**Task requirements:** Could the data below be printed out exactly, with the pictures left out?

Dataset entries
^^^^^^^^^^^^^^^^

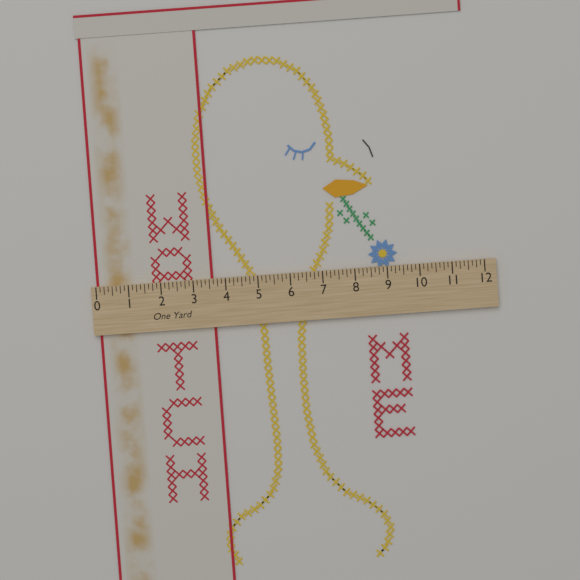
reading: 3.625 in
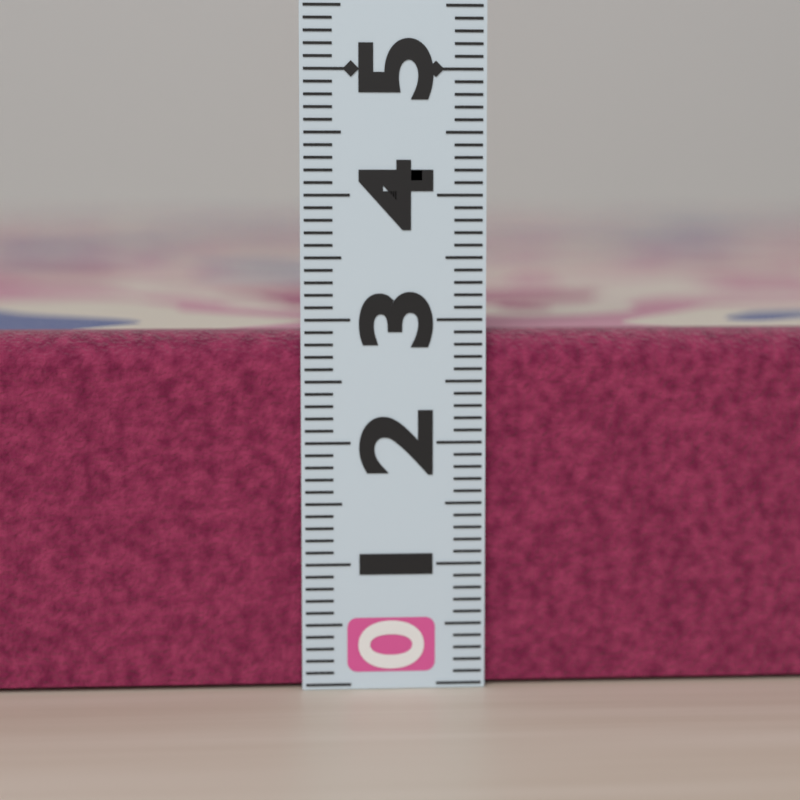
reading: 2.9 (no unit)
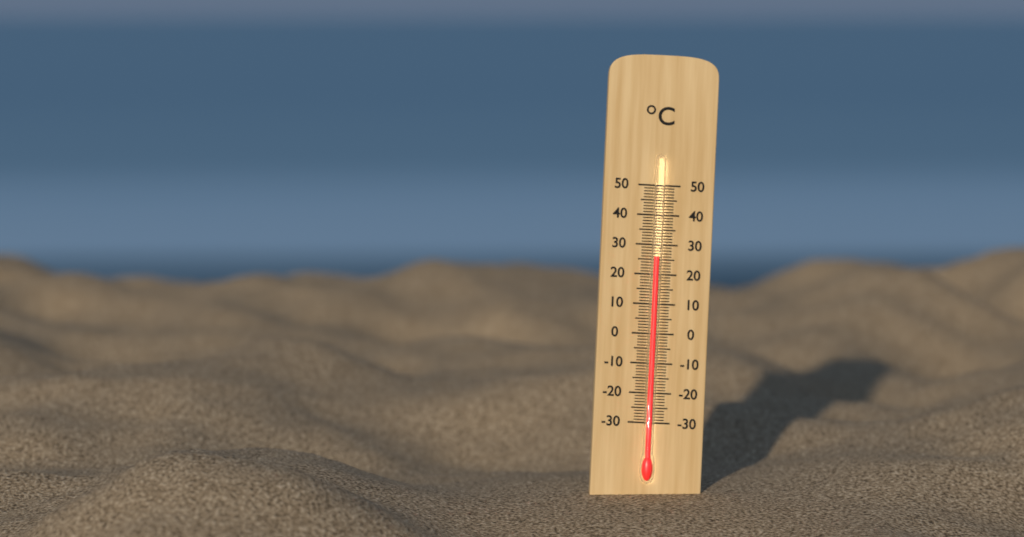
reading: 26 °C
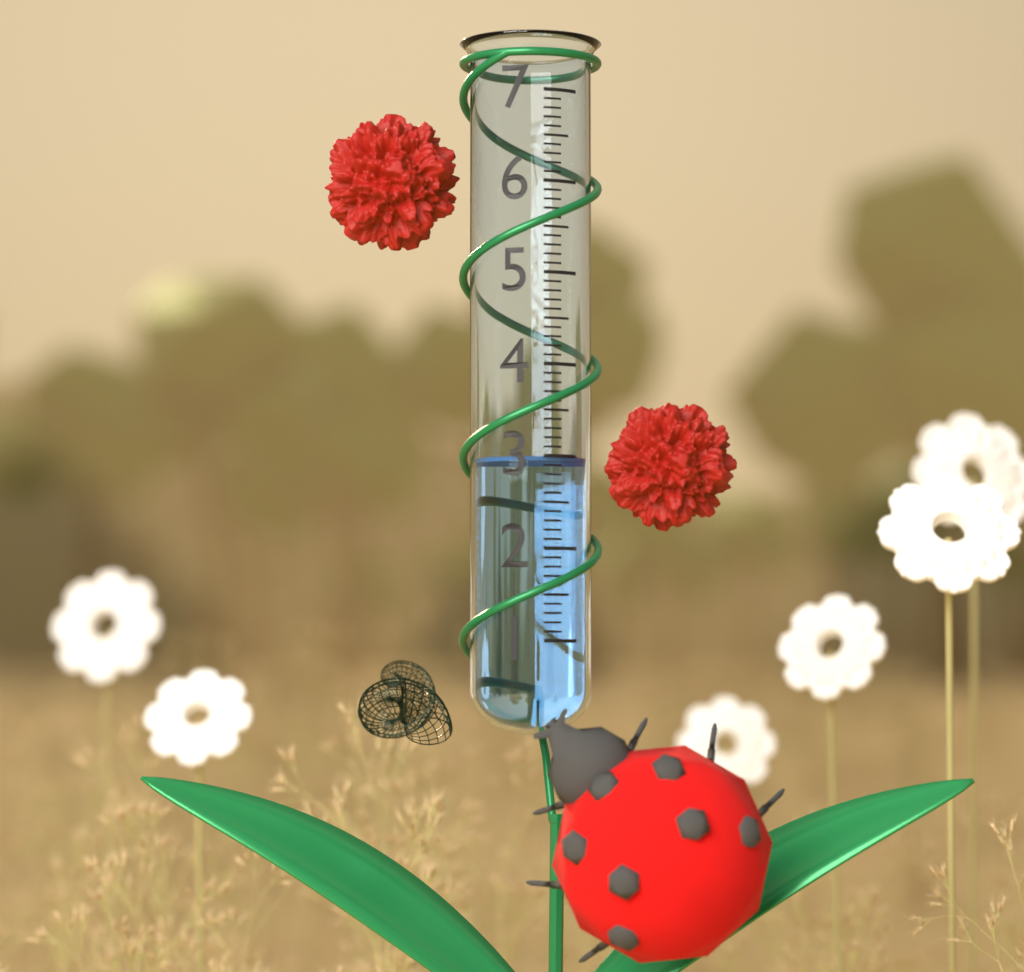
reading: 3.0 (no unit)
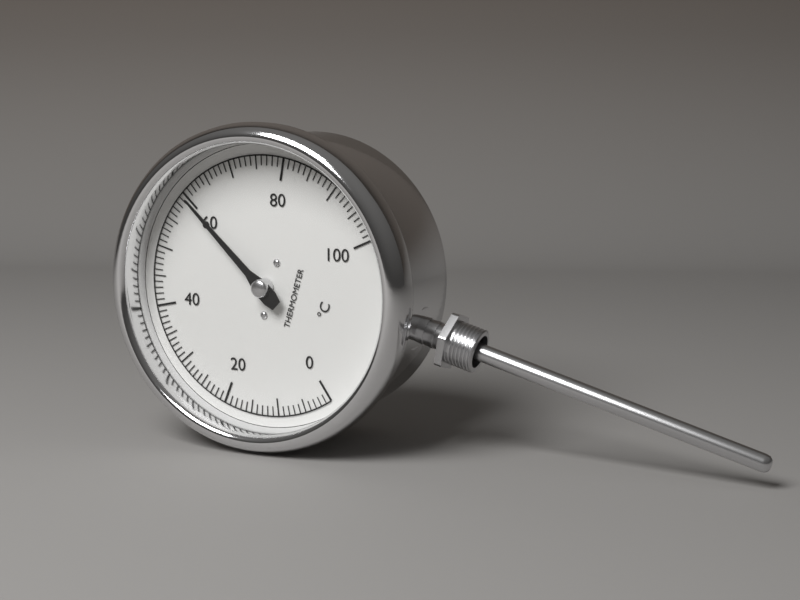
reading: 60 °C
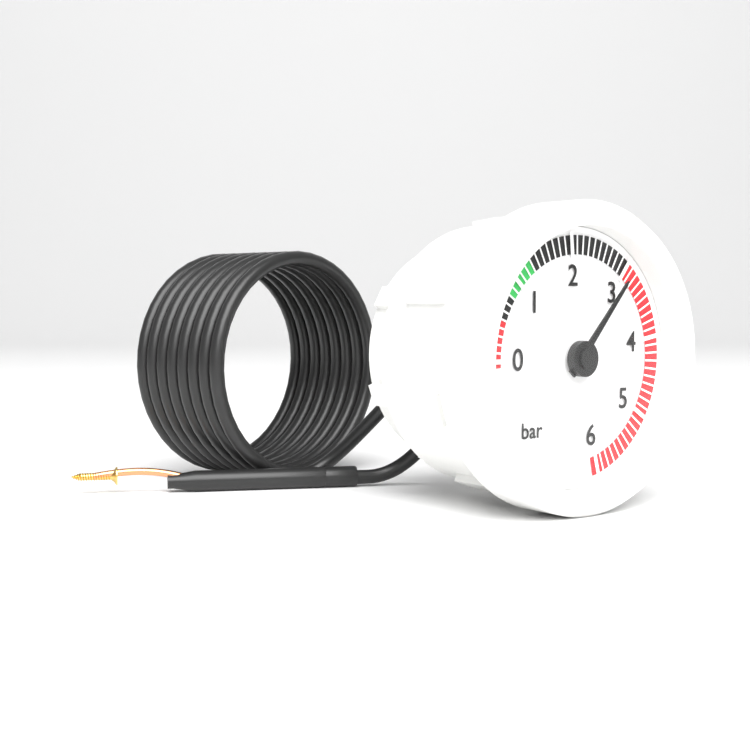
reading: 3.1 bar
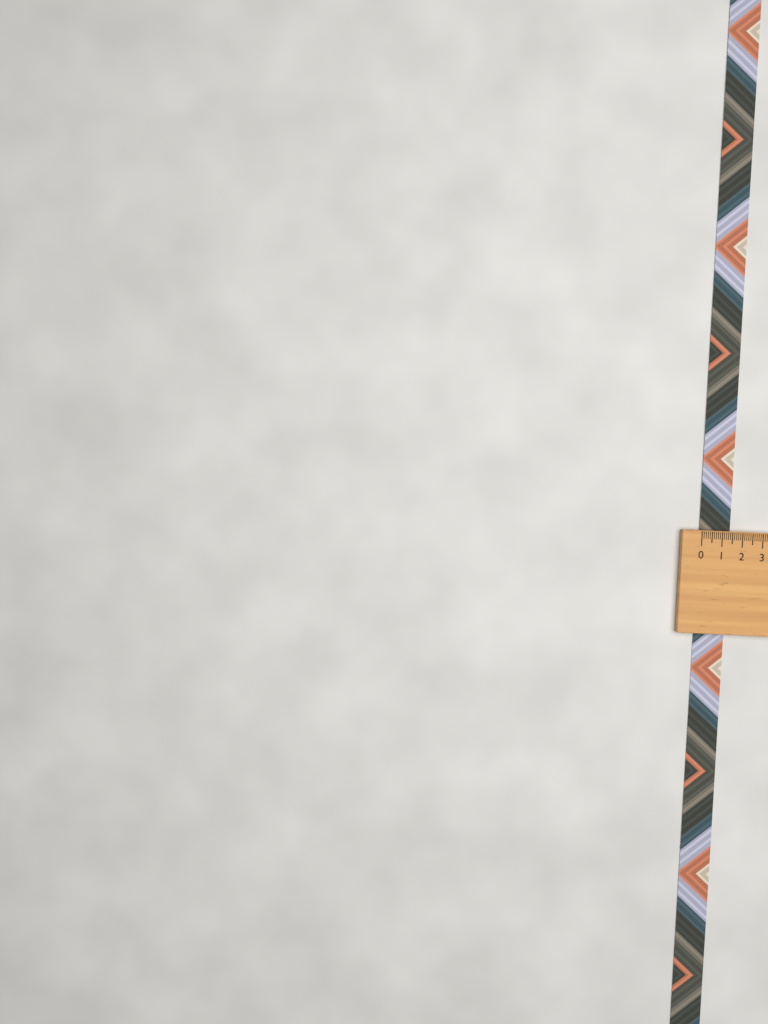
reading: 1.5 (no unit)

^^^^^^^^^^^^^^^^

**Response to this task:**
reading: 3.625 in
reading: 2.9 (no unit)
reading: 26 °C
reading: 3.0 (no unit)
reading: 60 °C
reading: 3.1 bar
reading: 1.5 (no unit)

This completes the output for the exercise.